After Fort Sumter, the first blood shed during the Civil War was on the streets of Baltimore when local secessionists attacked Union troops from Massachusetts
I wrote here back in November how events in Ferguson prove the need for history, and here we are again with unrest roiling Baltimore after
yet another police killing of an unarmed black person. Yet again the news media presents the anger,
protest, and violence in response as if it’s completely divorced from any
larger historical or sociological context.
Baltimore proves yet again why history urgently matters. The world we live in is the product of the
past, and the only way to understand that world properly is to know its
history.
Baltimore is not a unique city in its problems. After World War II several factors converged
there and in many other American cities.
African Americans migrated in to get a better life, only to find
discrimination and that many of the industrial jobs they sought quickly going
away. At the same time, suburbanization,
fully funded by the government via interstate highways and subsidized home
loans, led to white flight and a massive drop in the tax base and with it, city
services. This included schools, which
now did little to offer opportunities to get out. The government, by working with “red-lined”
maps, did not extend generous loans to black urban neighborhoods, abetting
their physical deterioration. To make
matters worse, “urban renewal” bulldozed neighborhoods and placed people in
alienating public housing blocks that were cheaply made and poorly maintained
by design.
1930s housing map of Philadelphia showing redlined neighborhoods
All the while the new impoverished urban landscape was
patrolled by mostly white police officers above the law with undisguised
contempt for the people they were supposed to protect. That unhappy combination of lawlessness and
contempt led to cops murdering and getting off, which in many cases was the
match to light the fuse of several urban riots/uprisings in the 1960s in just
about every major American city. In the aftermath of the destruction, little or nothing was done by government to repair the damage. (I drive down Springfield Avenue in Newark quite regularly, and the scars of '67 are still there despite some of the neighborhoods being revived.) It was as if a hurricane or tornado came through, and nothing was done to help in the aftermath. The aftermath brought further suburban flight (now including middle class people of color) and an even bigger cratering of industrial jobs. Then, in the 80s, came the War on Drugs and the incarceration state, which made police behavior in prior eras seem positively polite by comparison. After that came "Broken Windows" policing, feeding more and more young people into the maw of the prison system, which came to house a higher percentage of the nation's population than in any other country. From the 90s onward, as urban life suddenly became attractive again to the affluent classes (in large part due to the effects of the new policing policies) the less ravaged neighborhoods experienced a massive wave of gentrification, pricing many people out of their homes.

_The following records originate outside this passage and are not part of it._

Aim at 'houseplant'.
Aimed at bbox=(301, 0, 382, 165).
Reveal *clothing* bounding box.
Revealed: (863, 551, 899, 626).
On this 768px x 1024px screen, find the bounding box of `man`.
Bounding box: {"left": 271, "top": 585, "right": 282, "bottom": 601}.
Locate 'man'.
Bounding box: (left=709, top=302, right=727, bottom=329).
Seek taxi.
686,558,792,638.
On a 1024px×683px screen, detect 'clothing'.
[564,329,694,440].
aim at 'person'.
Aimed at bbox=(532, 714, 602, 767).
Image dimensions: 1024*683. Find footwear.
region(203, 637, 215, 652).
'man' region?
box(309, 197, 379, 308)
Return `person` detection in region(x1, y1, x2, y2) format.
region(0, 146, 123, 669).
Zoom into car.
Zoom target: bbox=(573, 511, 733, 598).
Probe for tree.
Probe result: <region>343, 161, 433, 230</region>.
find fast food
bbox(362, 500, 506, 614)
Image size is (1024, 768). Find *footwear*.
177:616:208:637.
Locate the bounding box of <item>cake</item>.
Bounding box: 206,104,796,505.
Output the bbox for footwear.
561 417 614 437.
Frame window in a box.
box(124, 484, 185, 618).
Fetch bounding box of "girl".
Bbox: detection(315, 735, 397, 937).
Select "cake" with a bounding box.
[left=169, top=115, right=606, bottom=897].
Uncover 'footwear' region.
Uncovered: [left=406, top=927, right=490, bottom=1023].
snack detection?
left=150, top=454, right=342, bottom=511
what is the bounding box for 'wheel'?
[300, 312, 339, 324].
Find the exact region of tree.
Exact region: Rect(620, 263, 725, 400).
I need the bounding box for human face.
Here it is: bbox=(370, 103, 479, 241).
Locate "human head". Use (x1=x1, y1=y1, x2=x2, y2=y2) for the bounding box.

The Cross Bronx Expressway with housing blocks on what used to be a neighborhood
Is it any wonder that people living in places so thoroughly oppressed and abandoned are reacting so angrily? As my friend Chauncey DeVega has expressed, the real wonder is that the scenes in Baltimore aren't much more common. When the media covers urban unrest, it tends to just excise the larger historical context, which of course delegitimizes those making the grievances. It presents the tragic deaths of people like Freddie Gray as an isolated incident, not the product of a historical and systematic system of oppression and inequality. This misperception is incredibly powerful and detrimental. It is up to my fellow historians to put themselves out in the public to set people straight, and for the media to actually listen. If that doesn't happen, the fear-mongers and reactionaries will win.
It has baffled me for decades what "journalism" and "communications" programs in our colleges and universities are teaching their students. It has often seemed to me that the lesson of Bob Woodward and Carl Bernstein that young journalism students took was not of integrity, diligence and courage, but that if you do something splashy you get the money and glamour and maybe Robert Redford will play you in the movie. Since Watergate it seems to me that our reportage in all media has been a steady slide to the toilet, with hairdos and suits and nice white teeth being the most important things. How could the teachers fail to convey how vital a *real* 4th Estate is to a free nation?
ReplyDelete"When the media covers urban unrest, it tends to just excise the larger historical context, which of course delegitimizes those making the grievances. It presents the tragic deaths of people like Freddie Gray as an isolated incident, not the product of a historical and systematic system of oppression and inequality. This misperception is incredibly powerful and detrimental."
ReplyDeleteHit the nail on the head here. I once thought it was a sign of how lazy the reporting class has become. But now, I sincerely believe it is by design. There has to be a scapegoat and undocumented Latinos can only go so far. Whereas, history has proven that you can practically visit any form of injustice on blacks and the a great many in this country will simply shrug and find a way to minimize it.
Truth there. The Media are now complicit in the ongoing atrocity. And it doesn't even have to be the "interfaces" - the talking heads "news" anchors and reporters. There is a nonstop supply of airheads lusting for fame that are only too happy - indeed, are qualified for nothing else - to parrot whatever the powers' lies and distortions du jour are. And too many white Americans don't question it, because we've never lived in the universe our black countrywomen have always had to.